Is Metro Phoenix’s Housing Market Slowdown Over? Here’s why it could be

Article originally posted on AZ Central on May 8, 2023

Metro Phoenix’s housing market slowdown could be over, at least for now.

Home sales and prices both climbed in March, according to the latest data. And housing analysts aren’t expecting either to have fallen in April.

The Valley’s median home price is still down from the high hit last June but ticked up $8,000 in March.

Interest rates are still much higher than early last year, but a drop in listings is keeping the market from falling as it did during the second half of 2022.

And buyers no longer have the upper hand in 14 of the biggest Phoenix-area cities tracked by the Phoenix-based Cromford Report.

“Buyers are watching their homebuying choices drop,” said Tina Tamboer, Cromford senior housing analyst. “Listings are plummeting by like 50 a day now.”

She said the drop in supply is stabilizing the market since sales are down from last year’s crazy pace.

Valley housing market scorecard

Listings across metro Phoenix dropped 7% in March to about 17,000, according to the Arizona Regional Multiple Listing Service.

Phoenix-area home sales climbed 33% to 7,417 in March.

The median Valley home price increased to $420,000 in March from $412,000 in February.

It took an average of 77 days for a metro Phoenix house to sell in March, down five days from the month before.

Three areas farther out — Buckeye, Maricopa and Queen Creek — are the only Valley cities to still be buyer’s markets, according to Cromford.

Chandler, Glendale, Fountain Hills, Phoenix and Gilbert have the strongest seller’s markets. Metro Phoenix’s housing market quickly shifted to buyers late last summer, and these cities favored buyers then, too, with falling prices and rising supply.

Interest rates turn market

The market shift happened as mortgage interest rates hit 6% and then increased to 7% in the fall.

The 30-year mortgage rate has been hovering around 6.3% this year but ticked up a bit to 6.43% at the end of April, according to Freddie Mac. That’s nearly double the rate from January 2022.

Sellers buying down mortgage rates for buyers is keeping the market from slowing more.

About 40% of all home sales in early April included seller concessions to buyers, according to Cromford.

The average concession was $9,000, which is about what an interest rate buydown costs.

Rebound from 2022 slowdown?

Pending metro Phoenix home sales and listing trends are signaling the market could be slowly coming back from last year’s cooling.

“The balance between supply and demand has been moving consistently in sellers’ favor since mid-November,” said Cromford founder Mike Orr. “This confirms we are in the rebound phase of the correction that dominated the second half of last year and created an atmosphere of fear throughout the market.

“That fear can now be replaced with relief as one market signal after another turns positive,” he said.

Sales are up but still below last spring’s near-record pace.

“When April’s numbers are reported, we expect to see a drop in year-over-year sales volume with month-over-month home prices left unchanged,” said housing analyst Tom Ruff with The Information Market, an Arizona Regional Multiple Listing Service division. “If our models are correct, year-over-year sales volume will be about 20% lower.”

Pending sales show the median home price for April should be flat at about $420,000. It hit a record $475,000 in May.

Housing market sentiment in the Phoenix area has gone from “panic” last June to “despair” in November and December and then “skepticism” from January through March, according to Cromford.

Tamboer said the market started to shift to “hope” in April.

It’s not clear yet what the Federal Reserve’s 10th consecutive rate hike last week will do to the new market optimism or mortgage rates.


# WHAT YOU ARE ASKED TO DO
In the entries below, find the lines with the word "this" and copy them.

# DATA
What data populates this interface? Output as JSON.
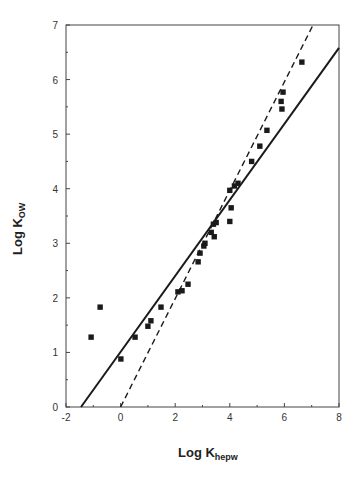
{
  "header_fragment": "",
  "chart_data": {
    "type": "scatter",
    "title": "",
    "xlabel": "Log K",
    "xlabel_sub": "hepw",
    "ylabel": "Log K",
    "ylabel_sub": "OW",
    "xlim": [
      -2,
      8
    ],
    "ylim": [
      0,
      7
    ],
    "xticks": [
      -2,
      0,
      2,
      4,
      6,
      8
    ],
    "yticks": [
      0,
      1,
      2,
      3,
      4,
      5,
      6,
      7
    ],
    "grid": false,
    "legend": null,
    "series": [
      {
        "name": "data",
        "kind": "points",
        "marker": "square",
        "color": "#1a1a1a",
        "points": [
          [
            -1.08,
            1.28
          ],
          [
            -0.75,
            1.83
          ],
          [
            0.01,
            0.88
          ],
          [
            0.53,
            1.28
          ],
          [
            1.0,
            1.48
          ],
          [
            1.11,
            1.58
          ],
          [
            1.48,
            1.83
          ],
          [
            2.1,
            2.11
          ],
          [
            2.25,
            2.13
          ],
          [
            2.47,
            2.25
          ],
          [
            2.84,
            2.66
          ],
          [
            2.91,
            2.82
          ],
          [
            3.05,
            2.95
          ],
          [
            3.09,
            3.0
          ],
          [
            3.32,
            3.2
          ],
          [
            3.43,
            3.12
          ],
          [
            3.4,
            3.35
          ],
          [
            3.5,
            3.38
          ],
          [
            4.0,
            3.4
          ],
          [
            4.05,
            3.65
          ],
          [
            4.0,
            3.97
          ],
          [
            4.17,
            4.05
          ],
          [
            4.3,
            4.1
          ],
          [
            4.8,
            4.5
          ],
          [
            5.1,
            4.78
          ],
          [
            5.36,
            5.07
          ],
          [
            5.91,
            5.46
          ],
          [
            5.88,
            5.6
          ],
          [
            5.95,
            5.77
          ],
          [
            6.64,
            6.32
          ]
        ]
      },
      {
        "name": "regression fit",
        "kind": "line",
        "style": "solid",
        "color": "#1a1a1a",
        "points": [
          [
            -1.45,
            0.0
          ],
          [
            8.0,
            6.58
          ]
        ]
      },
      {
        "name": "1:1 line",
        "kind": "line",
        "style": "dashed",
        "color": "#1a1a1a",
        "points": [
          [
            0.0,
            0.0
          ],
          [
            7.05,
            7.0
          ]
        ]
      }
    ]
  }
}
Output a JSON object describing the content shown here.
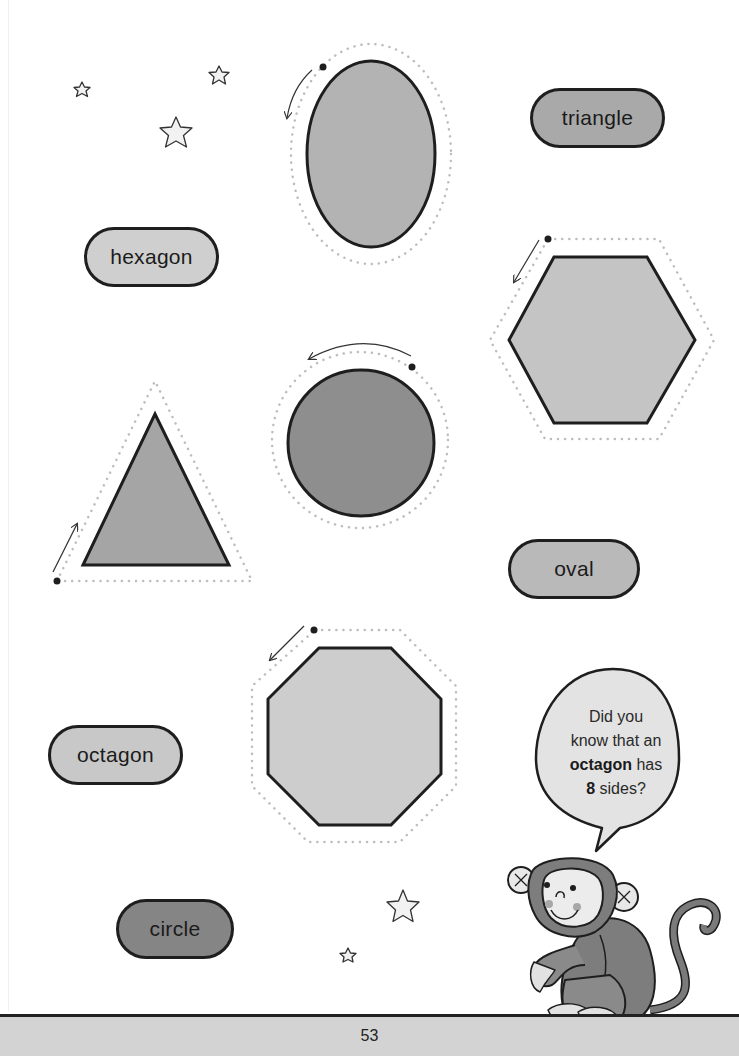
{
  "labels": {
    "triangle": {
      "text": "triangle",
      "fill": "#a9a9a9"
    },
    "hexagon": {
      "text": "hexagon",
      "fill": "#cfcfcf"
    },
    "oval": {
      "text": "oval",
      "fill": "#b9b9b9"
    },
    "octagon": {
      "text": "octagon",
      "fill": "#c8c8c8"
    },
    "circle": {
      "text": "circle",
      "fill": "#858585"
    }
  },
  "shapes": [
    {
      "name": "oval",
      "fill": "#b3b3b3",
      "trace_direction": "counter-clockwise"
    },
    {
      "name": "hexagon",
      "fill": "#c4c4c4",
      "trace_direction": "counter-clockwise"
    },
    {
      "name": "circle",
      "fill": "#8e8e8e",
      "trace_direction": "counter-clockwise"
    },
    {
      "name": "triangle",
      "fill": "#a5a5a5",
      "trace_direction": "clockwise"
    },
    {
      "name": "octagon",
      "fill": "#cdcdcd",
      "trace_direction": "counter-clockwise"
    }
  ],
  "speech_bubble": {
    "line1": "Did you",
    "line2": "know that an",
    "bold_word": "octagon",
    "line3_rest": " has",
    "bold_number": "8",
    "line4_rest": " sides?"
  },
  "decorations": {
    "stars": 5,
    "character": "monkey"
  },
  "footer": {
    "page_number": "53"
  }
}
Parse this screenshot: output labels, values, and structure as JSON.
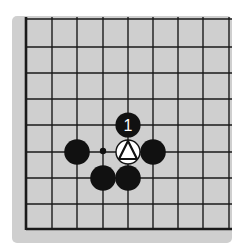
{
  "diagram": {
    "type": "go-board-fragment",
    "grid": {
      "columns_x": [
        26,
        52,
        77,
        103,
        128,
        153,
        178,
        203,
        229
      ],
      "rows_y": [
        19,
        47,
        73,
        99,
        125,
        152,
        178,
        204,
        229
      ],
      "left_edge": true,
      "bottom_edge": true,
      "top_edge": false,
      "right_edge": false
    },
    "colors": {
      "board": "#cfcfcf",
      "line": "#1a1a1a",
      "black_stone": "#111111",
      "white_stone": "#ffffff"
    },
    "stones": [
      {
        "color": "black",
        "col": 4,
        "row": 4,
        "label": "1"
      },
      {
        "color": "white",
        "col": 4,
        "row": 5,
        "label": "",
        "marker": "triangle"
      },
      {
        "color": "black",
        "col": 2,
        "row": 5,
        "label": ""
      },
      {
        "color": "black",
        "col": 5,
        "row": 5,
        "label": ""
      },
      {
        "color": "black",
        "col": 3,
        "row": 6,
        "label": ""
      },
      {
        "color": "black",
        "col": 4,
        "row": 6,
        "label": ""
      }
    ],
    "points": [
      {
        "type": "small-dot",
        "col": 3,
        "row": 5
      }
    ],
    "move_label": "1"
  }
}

# RESPONSE
What data populates this interface? Output as JSON.
Parse this screenshot: output labels, values, and structure as JSON.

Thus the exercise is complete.